We left the San Blas islands on Jan 3, 2011 in big seas (10’ swells) and strong winds (20 - 25 knots). We had expected a little better weather, but I think we jumped the gun by one day and caught the tail end of a weather disturbance. It took us an hour or so to get used to the following seas, but once we got moving it was a surprisingly quick trip to Isla Linton with reefed sails and wind on the beam. We cruised through Isla Grande and into Linton where we found a pleasant spot to anchor just a few hundred yards from the Dutch restaurant on the beach. We spent a very pleasant evening letting someone else cook for a change, and the seafood dinners were outstanding.
The following AM came up sunny, warm, and breezy. On what was certainly the best sailing day of the entire trip we mistakenly opted for a short, late AM sail to Portobello. We should have gone straight to Bocas (24 hours) taking advantage of the conditions, but we were curious to see the changes in Portobello (a new bar called Cap’n Jack’s), and the damage from the recent rain storms (two sunken boats and large landslides). We enjoyed the sail but moved only 20 miles for the day, and later we would regret not having moved on more quickly.
We struck out for Bocas early the next morning with very good winds and sunny skies. We moved along at an incredible pace all afternoon, and we actually talked about when to slow down so we would not arrive in the dark because we were sailing at 8 to 10 knots all day. Oh that we had left one day earlier. At dusk winds shifted to the nose, the current ran foul, and we motor slogged our way through night battling current, wind, rain, and waves. The boat was bouncing and slamming on the waves and on the whole it was one of the darkest, most unpleasant nights aboard. Even when land was sighted the next AM we still had hours of motoring ahead of us because the current was running over 2 knots against us. Poor planning on our part.
Tom’s sister, niece and her husband (Sharon/Anya/Lukas) were waiting in Bocas when we arrived. Sharon is moving to Costa Rica and needed to vacate the country after 90 days as part of her visa so they hopped aboard the bus in San Jose for the all day trip to Bocas via bus, foot (across the border and the rickety foot bridge at Sixaola), taxi, and then water taxi. This was a pleasant visit because we got some shore time visiting restaurants and bars and later they got some sailing and a visit to our Red Frog beach for their 4 day trip. We also visited the most remote restaurant I have seen in some time. Despite the mantra that “location, location, location” is so important to any restaurant the Rana Azul (Blue Frog: named after the tiny poison dart frogs that populate the area) is an Austrian pizza restaurant accessible only by water (nearest road 8 miles through the jungle and a 1 to 3 hour boat ride from Bocas depending on whether you are traveling by water taxi, fast dinghy or sailboat). They are only open Friday and Sunday, and they draw a surprisingly good crowd. Yes, they have stone pizza ovens. Joseph and Maria were cruising when funds ran short and they are rebuilding their cruising kitty with good pizza and great Mojitos in a very strange, very beautiful location.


*Required action:*
In the data below, find every line that has the string "muscle", and copy it.

--------------------------------------------------

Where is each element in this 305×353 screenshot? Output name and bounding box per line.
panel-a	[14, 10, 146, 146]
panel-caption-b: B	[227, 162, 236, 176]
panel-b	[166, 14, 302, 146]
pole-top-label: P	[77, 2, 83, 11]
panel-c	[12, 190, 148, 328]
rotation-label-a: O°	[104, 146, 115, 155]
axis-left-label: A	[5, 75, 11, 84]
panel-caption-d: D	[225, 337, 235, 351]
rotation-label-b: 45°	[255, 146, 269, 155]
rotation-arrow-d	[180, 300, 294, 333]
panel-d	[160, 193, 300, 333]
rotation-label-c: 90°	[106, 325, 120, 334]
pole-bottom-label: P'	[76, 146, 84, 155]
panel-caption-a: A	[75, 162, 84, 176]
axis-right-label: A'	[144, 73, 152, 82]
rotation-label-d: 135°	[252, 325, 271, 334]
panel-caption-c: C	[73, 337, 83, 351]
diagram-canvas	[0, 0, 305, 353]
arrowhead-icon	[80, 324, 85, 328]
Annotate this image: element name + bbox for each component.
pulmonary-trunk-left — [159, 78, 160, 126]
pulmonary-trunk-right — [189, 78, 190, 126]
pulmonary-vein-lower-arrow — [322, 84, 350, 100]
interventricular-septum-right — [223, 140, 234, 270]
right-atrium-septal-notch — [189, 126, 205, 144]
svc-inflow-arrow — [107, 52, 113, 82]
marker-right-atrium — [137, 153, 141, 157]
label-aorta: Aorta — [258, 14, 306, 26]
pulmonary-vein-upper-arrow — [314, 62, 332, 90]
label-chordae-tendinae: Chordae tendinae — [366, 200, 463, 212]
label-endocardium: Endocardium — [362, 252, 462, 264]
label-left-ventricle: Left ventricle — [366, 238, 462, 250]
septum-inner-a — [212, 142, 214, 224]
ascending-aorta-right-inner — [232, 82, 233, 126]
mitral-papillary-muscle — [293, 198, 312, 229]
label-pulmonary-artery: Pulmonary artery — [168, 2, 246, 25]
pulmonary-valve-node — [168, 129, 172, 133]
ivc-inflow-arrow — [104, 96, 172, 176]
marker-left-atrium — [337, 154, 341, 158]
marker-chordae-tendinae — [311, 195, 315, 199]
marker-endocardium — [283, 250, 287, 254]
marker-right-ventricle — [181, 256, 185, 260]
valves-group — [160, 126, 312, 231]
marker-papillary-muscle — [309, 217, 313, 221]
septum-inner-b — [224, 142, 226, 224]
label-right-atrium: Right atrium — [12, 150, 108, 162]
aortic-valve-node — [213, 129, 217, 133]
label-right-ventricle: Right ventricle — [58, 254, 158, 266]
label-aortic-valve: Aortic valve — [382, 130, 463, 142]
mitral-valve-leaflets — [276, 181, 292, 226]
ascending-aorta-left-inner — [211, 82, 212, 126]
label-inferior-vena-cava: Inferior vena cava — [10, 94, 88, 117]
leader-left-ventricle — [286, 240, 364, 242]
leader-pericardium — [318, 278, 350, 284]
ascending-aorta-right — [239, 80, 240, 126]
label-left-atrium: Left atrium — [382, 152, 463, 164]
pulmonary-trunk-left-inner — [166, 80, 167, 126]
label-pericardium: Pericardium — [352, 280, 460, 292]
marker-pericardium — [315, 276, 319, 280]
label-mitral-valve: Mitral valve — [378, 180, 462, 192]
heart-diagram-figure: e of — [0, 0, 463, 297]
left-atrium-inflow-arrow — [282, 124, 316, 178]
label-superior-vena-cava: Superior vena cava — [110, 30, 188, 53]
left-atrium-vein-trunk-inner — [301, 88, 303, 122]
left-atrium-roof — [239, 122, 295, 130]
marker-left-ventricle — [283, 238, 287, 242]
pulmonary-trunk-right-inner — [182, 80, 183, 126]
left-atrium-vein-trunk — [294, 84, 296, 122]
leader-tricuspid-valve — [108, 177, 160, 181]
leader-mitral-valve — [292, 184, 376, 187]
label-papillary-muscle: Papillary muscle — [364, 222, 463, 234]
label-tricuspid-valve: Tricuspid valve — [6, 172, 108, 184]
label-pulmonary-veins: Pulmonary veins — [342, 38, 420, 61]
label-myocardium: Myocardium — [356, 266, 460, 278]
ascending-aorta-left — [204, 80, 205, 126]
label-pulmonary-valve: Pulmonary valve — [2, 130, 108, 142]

--------------------------------------------------

*Answer:*
mitral-papillary-muscle — [293, 198, 312, 229]
marker-papillary-muscle — [309, 217, 313, 221]
label-papillary-muscle: Papillary muscle — [364, 222, 463, 234]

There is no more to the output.